**TASK DIRECTIONS**
Restate the entries below in full, exactly as they read, but without pictures.

● ● ● ●

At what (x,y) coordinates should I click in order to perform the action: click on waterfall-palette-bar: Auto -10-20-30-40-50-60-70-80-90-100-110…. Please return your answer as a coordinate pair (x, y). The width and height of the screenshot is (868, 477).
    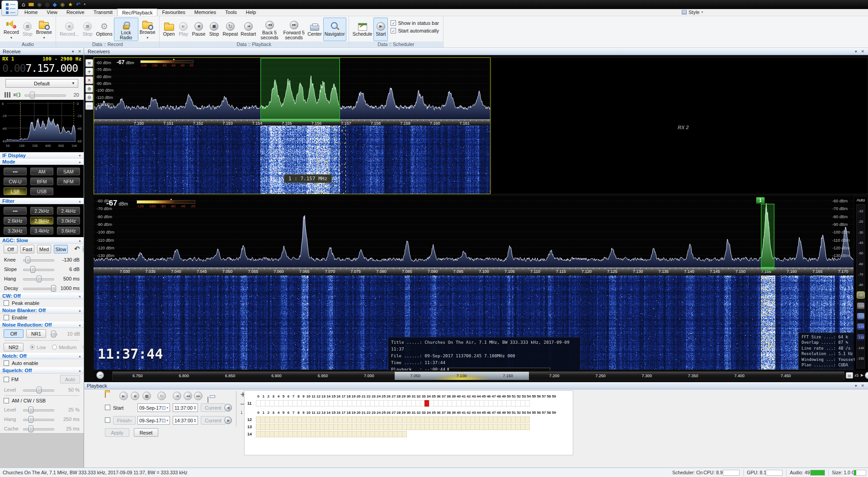
    Looking at the image, I should click on (861, 284).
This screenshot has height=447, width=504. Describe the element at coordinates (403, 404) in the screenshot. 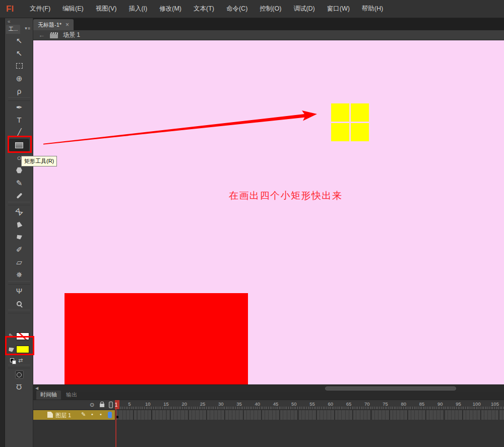

I see `ruler-number: 80` at that location.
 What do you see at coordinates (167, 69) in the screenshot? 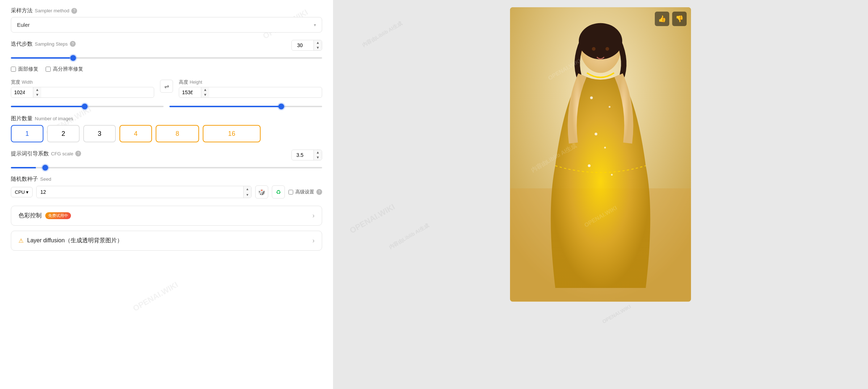
I see `checkbox-row: 面部修复 高分辨率修复` at bounding box center [167, 69].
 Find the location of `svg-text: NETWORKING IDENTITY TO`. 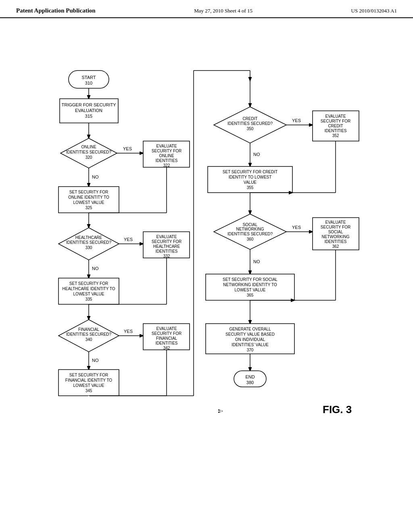

svg-text: NETWORKING IDENTITY TO is located at coordinates (250, 285).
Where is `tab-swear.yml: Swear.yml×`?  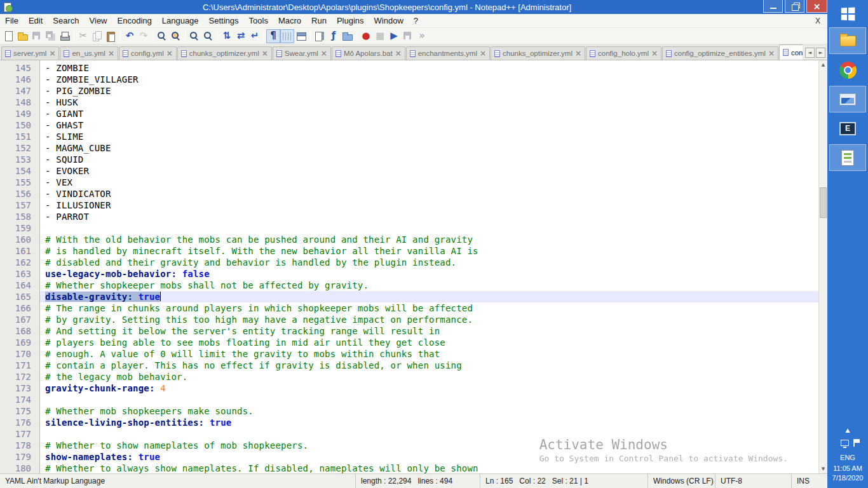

● ● ● ●

**FINISHED TASK**
At what (x,y) coordinates should I click in order to perform the action: click on waterfall-palette-bar: Auto -10-20-30-40-50-60-70-80-90-100-110…. Please return your answer as a coordinate pair (x, y). The width and height of the screenshot is (868, 477).
    Looking at the image, I should click on (861, 284).
This screenshot has height=447, width=504. Describe the element at coordinates (403, 404) in the screenshot. 

I see `ruler-number: 80` at that location.
 What do you see at coordinates (167, 69) in the screenshot? 
I see `checkbox-row: 面部修复 高分辨率修复` at bounding box center [167, 69].
 Find the location of `svg-text: NETWORKING IDENTITY TO`. 

svg-text: NETWORKING IDENTITY TO is located at coordinates (250, 285).
Where is `tab-swear.yml: Swear.yml×`?  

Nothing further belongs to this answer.